Role: Full-Stack Developer · Context: Google STEP Internship
Team: Himani Yadav, Anika Bagga
🔗 Live Site: groupple.ue.r.appspot.comGroupple was built during the Google STEP (Student Training in Engineering Program) internship as our capstone project. Built on a Java Servlet framework and deployed on Google App Engine, Groupple is a social media site designed to help people stay connected during COVID-19 through shared group challenges.
Users can create groups, propose weekly challenges through a voting system, complete challenges together, and discover new groups based on location and shared interests.
Before writing code, I created a Figma prototype to establish the visual language and user flows. This served as the foundation for our UI, which we then refined collaboratively with the team.

Users can submit options for the group's weekly challenge. Votes are tallied in real time, and the top-voted option automatically becomes the active challenge every 7 days.
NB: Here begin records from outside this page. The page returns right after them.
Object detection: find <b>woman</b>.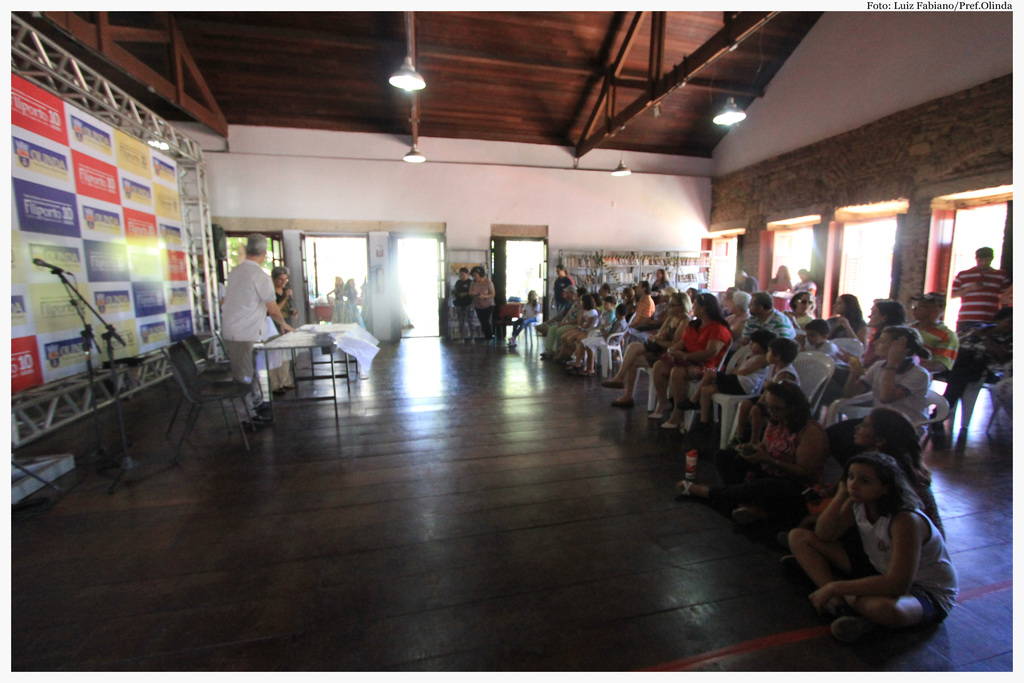
{"x1": 781, "y1": 291, "x2": 819, "y2": 349}.
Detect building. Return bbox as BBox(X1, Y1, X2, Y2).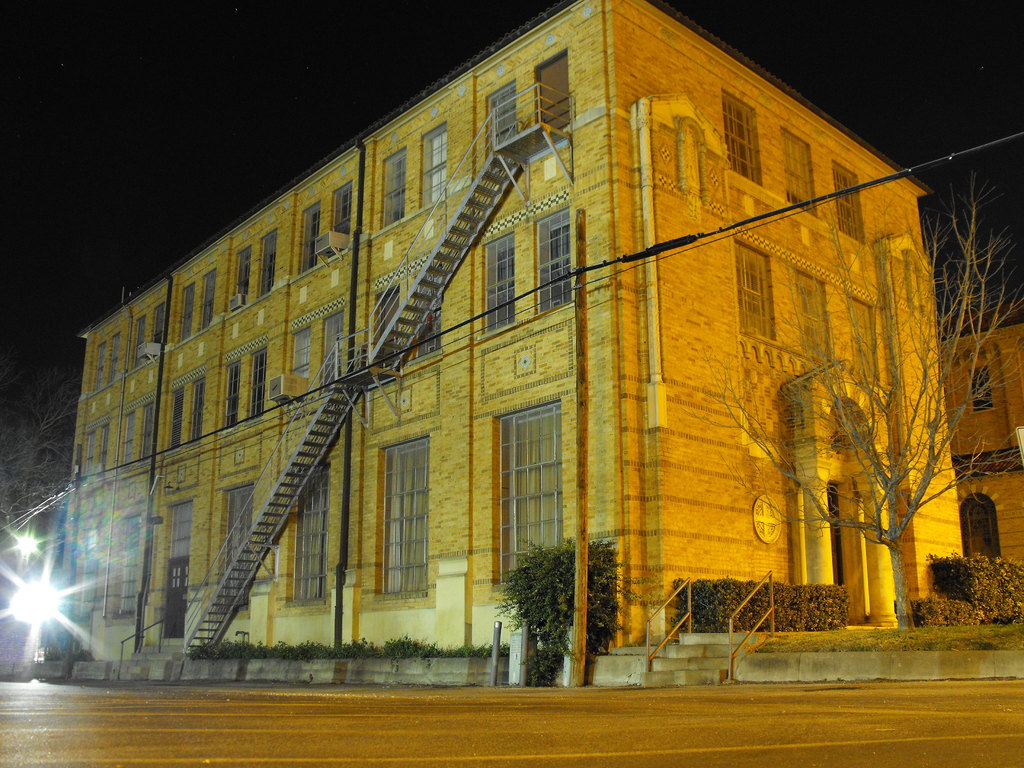
BBox(941, 322, 1023, 637).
Built with a Java Servlet backend, Datastore persistence, and a JavaScript frontend with live updates.
A user search bar with autocomplete, autocorrect, and whitespace normalization — built from scratch using a trie data structure. Handles partial matches, typos, and messy input gracefully. Searches scale across the full user database efficiently.
When searching for users to invite to a group, results are ranked by degree of social connection: direct group members appear first, followed by friends-of-friends, then others. Implemented using a BFS traversal over the social graph.
Our full design document covers system architecture, API design, data modeling, and feature specifications.
📄 View Design Document (PDF)Groupple was an ambitious pivot — we moved beyond the original feature scope to implement genuinely complex algorithmic features: predictive search with a trie, social graph ranking with BFS, and TF-IDF topic tagging. While not every Figma feature made it into the final product, the implemented features pushed meaningful applications of data structures and algorithms that would hold up in production.
This internship was my introduction to full-stack development at scale and shaped how I think about building systems that need to handle real user data gracefully.